Coaching is a Highly-Adaptable L&D Approach
The beautiful thing about Learning & Development (L&D) is the abundance of tools, resources, strategies, and opportunities organizations can access to support and grow their people. All of these choices can also be overwhelming.
We believe one development approach is particularly powerful: coaching. Perhaps this doesn’t come as a surprise, given the nature of our work. In our client engagements, we see the ability of coaching to help organizations build more sustainable cultures, uplevel their people, and help meet and exceed business objectives.
Coaching comprises a broad swath of people-development frameworks and methodologies, and it can be confusing to sift through the opportunities available to your organization. Coaching is a highly adaptable L&D approach that can be used in many scenarios to achieve many different aims.
This blog breaks down the different types of coaching and how our individual and corporate clients use it to achieve their objectives.
Types of Coaching for Organizations
1:1 Executive Coaching
One-to-one executive coaching is as straightforward as it can be. In this approach, executives meet individually with a leadership coach repeatedly over a period of time. The focus is on that individual’s growth needs, goals, plans, and vision.
The benefits of 1:1 executive coaching are plentiful. Due to its highly personalized nature, the leader participant can receive targeted attention and custom exercises and actions tailored to their growth and expansion. This can be particularly useful when senior leaders must build their “soft-skill” toolset to complement their track record of performance. Additionally, because of the longer timeline of a 1:1 coaching relationship (typically 6-12 months), executives can sustainably onboard their new skills, behaviors, and thought patterns.
With individual executive coaching, the executive doesn’t get the opportunities for peer support, co-learning, and relationship-building that they might get through cohort or group coaching programs. Scalability can also be an issue, where creating highly impactful individual solutions comes at the cost of wider impact.
In our experience, a successful coaching relationship will improve the executive’s ability to inspire and lead their people, trickling down to their direct reports and teams. And we’ve had many clients create large-scale individual coaching programs whereby many executives from across the organization go through a parallel coaching process. We see broad benefits rippling up, down, and across the organization in these types of engagements.
Team Coaching
Team Coaching is an engagement that involves a vertical team that works together every day. Leadership and individual contributors engage together with programming that can include team assessments, skills development, and team building.
One of the main benefits of team coaching is that the content and coaching approach is tailored specifically to the team’s unique structure, dynamics, and goals. Team coaching focuses on enabling great work around specific people and work processes, helping to improve team communication, accountability, and relationships.
The team coaching approach is highly customized; what works for one team may not work for another. Additionally, inherent power dynamics stemming can impact the nature of the coaching and the willingness of participants to engage openly. Hiring a third-party coaching partner is essential to bringing impartiality and psychological safety to the coaching process for the most benefit.
Cohort Coaching
Cohort Coaching is an approach that brings leaders of similar levels together to participate in coaching and development in a peer environment.
Because cohorts consist of people of similar seniority who often have shared concerns, challenges, and pain points, this type of coaching offers an added level of targeted peer support, co-learning, and accountability. Additionally, this type of coaching can be more scalable than a 1:1 approach, enabling networking and relationship-building opportunities across the organization. Cohort coaching provides an avenue for leaders to affect change in how they approach their job, mentor and lead their teams, and tackle the most important issues in the organization.
Cohort coaching can be highly customized or broad in scope, depending on the organization’s needs and goals. Due to the group nature, there may be a limited amount of individual attention given, which can present problems when there are varying levels of readiness and engagement across the group. But, in our experience, we’ve seen the benefits ripple across the participants’ organization to the teams they manage. More on that here.
Workshops + Skills-Based Training
Workshops and skills-based training are designed around specific challenges or development topics and are usually created for larger audiences of varying functions and seniority. While not coaching in the traditional sense, these programs can be incredibly impactful when approached with a coaching mindset.
Workshops and training excel at being time-efficient, scalable, and accessible. When designed intentionally for a focused purpose, skills-based coaching can efficiently upskill or educate a large group of people.
On the flip side, they often trade scalability for personalization. Because they are designed to meet the needs of a broad audience, they may not be tailored to the unique needs of the individual participants. Additionally, participants may not engage with these types of programs and workshops at the level they might for individual, team, or group coaching.
We believe that infusing coaching into your learning and development strategy can help rapidly accelerate the success of your organization and build a more sustainable culture along the way.
The Creative Executive partners with our clients to find the right coaching strategy. Often, organizations benefit from more than one coaching approach. We’d be happy to help you design a program that addresses your organization’s changing needs and objectives.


Among the entries that follow, find every line with the word "Contado" and copy it.
Entries shown START
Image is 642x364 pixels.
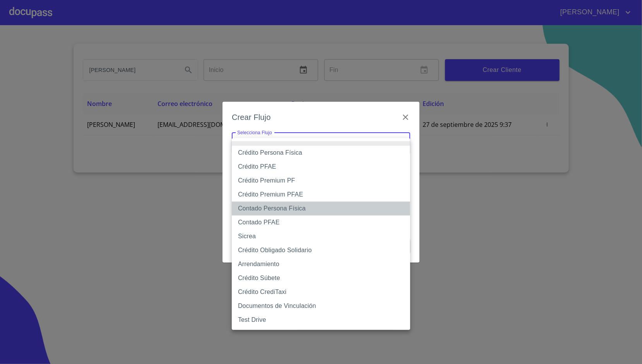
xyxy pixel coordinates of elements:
[232,313,410,327] li: Test Drive
[232,299,410,313] li: Documentos de Vinculación
[232,257,410,271] li: Arrendamiento
[232,271,410,286] li: Crédito Súbete
[232,215,410,230] li: Contado PFAE
[232,159,410,174] li: Crédito PFAE
[232,141,410,146] li: None
[232,188,410,201] li: Crédito Premium PFAE
[232,146,410,159] li: Crédito Persona Física
[232,286,410,299] li: Crédito CrediTaxi
[232,244,410,257] li: Crédito Obligado Solidario
[232,201,410,215] li: Contado Persona Física
[232,230,410,244] li: Sicrea
[232,174,410,188] li: Crédito Premium PF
Entries shown END
-- Written solution --
[232,215,410,230] li: Contado PFAE
[232,201,410,215] li: Contado Persona Física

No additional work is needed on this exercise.